Matched to the airtightness target
A system specified for a 1 ACH50 building will underperform in a 5 ACH50 building, and vice versa. Unit capacity, duct sizing and terminal placement must all be designed around the building's actual or target airtightness.

Ductwork in dropped ceiling — short, low-resistance runs before plasterboard

Duct enclosed in insulation — no thermal bridging through the roof space
Installation is where it all comes together
The product is only as good as the installation. A premium unit in a poorly coordinated build will underperform. A modest unit in a well-designed, well-commissioned system will exceed expectations.
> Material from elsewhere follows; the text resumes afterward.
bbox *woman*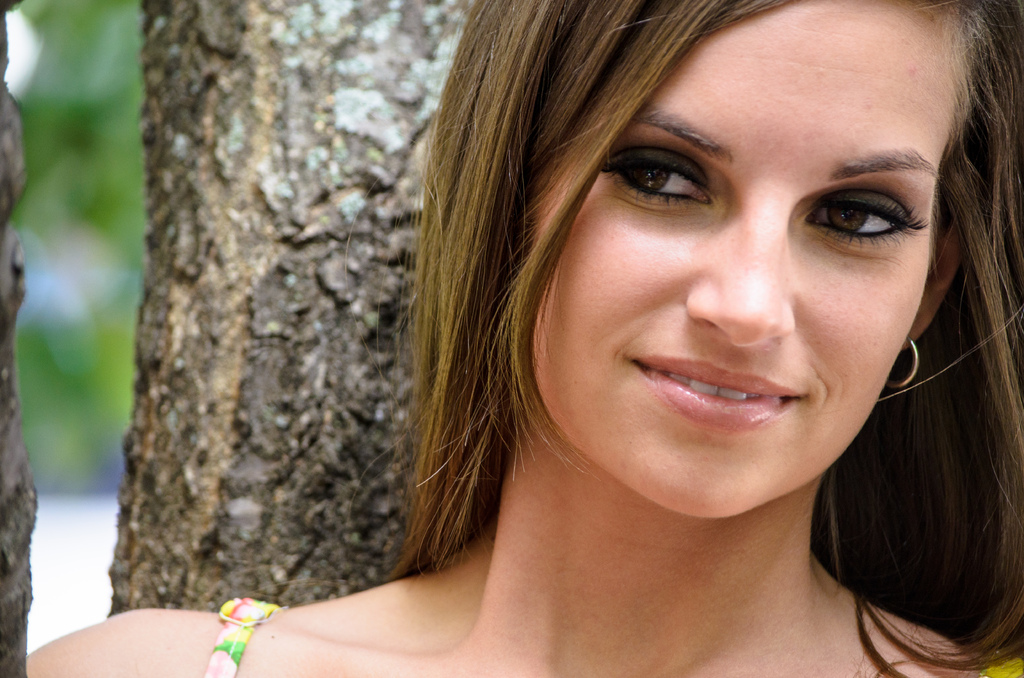
rect(241, 0, 1023, 661)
Duct routing within the thermal envelope
All ducts run within the conditioned space, through well-insulated voids or with insulation laid on top. Ducts outside the thermal envelope lose heat and can cause condensation in cold spaces — and gain heat at warmer times.
Airtight penetrations
Every duct penetration through the airtightness layer is sealed. A poorly sealed penetration undoes weeks of airtightness work on the rest of the envelope.
Acoustic separation
The unit is mechanically isolated from structure. Duct runs include attenuators between the unit and the nearest supply terminals to prevent noise transmission into bedrooms.
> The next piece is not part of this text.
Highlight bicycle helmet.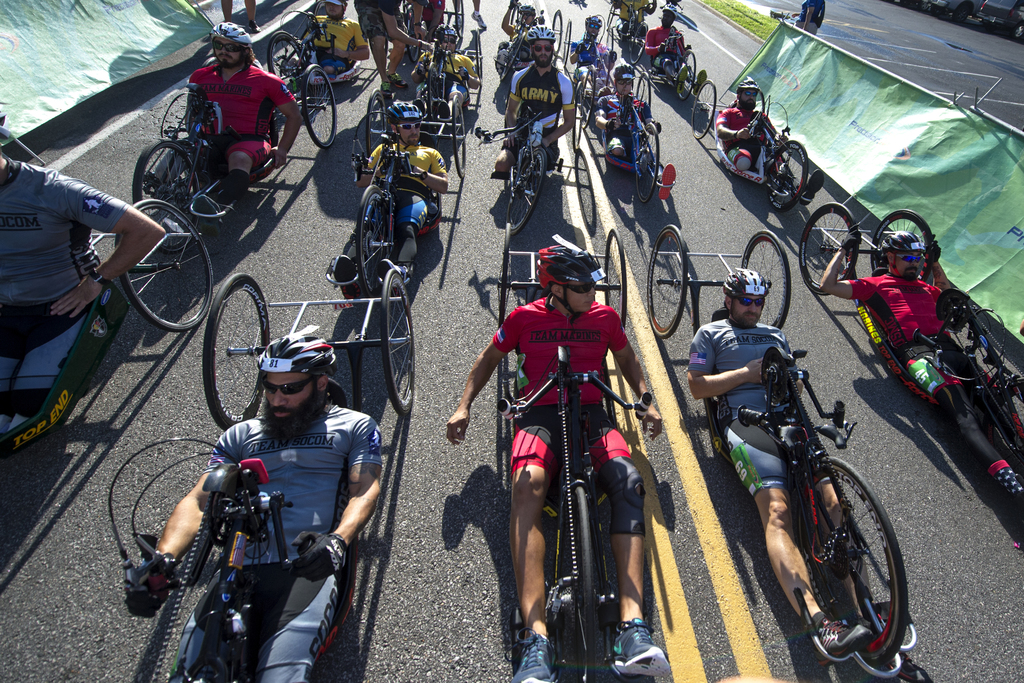
Highlighted region: bbox(215, 22, 245, 38).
Commissioning with a measured report
Every terminal is measured and adjusted. A commissioned system with documented airflow rates is the only reliable sign-off. Systems without commissioning are guesswork.
Filter access in under five minutes
If filters are hard to reach, they won't be changed. Correct unit placement is as important as correct duct design — maintenance determines long-term performance.
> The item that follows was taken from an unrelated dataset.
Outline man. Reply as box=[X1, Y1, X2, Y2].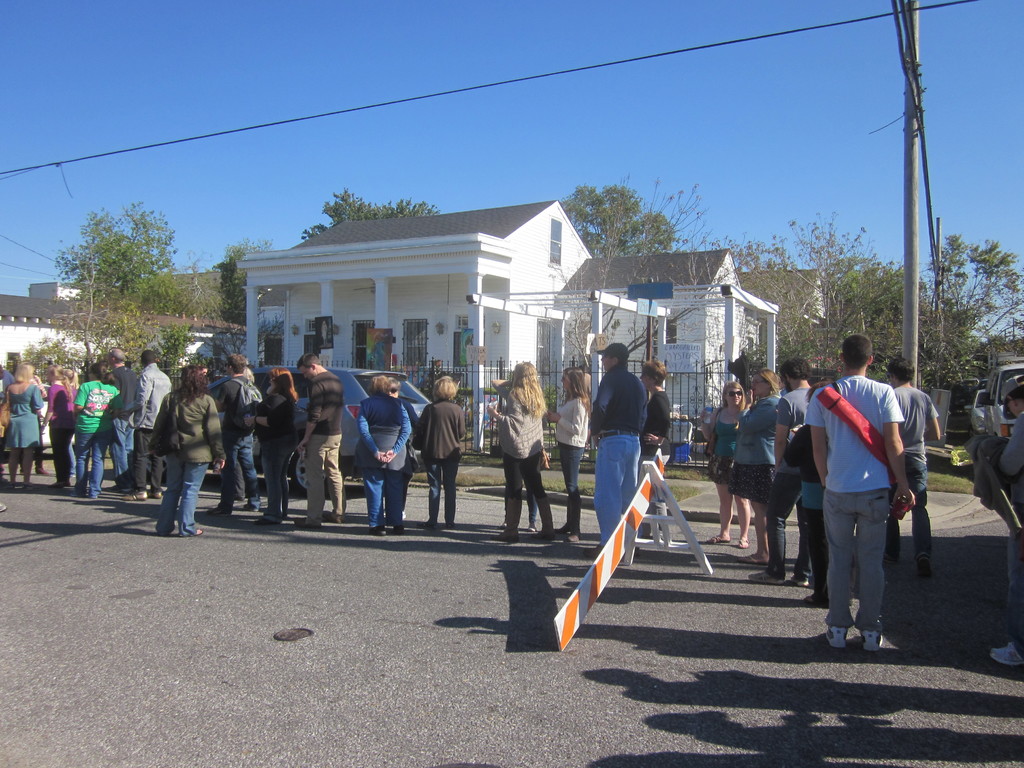
box=[588, 340, 650, 559].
Zehnder ComfoAir Q350 — Wynn Vale project installation
Planning a high-performance home?
The best time to discuss ventilation is before the slab goes down — not after the frame is up. Early planning means the ductwork fits, the plant room is sized correctly, and the system performs from day one.
Homeowners
Understand your options early. Retrofitting MVHR costs significantly more than designing it in from the start.
Builders
We provide full duct layout drawings for your subbies and coordinate on-site to keep airtightness details on track.
Architects & Designers
Early ventilation input informs room layout, plant room sizing, ceiling void requirements and facade penetrations.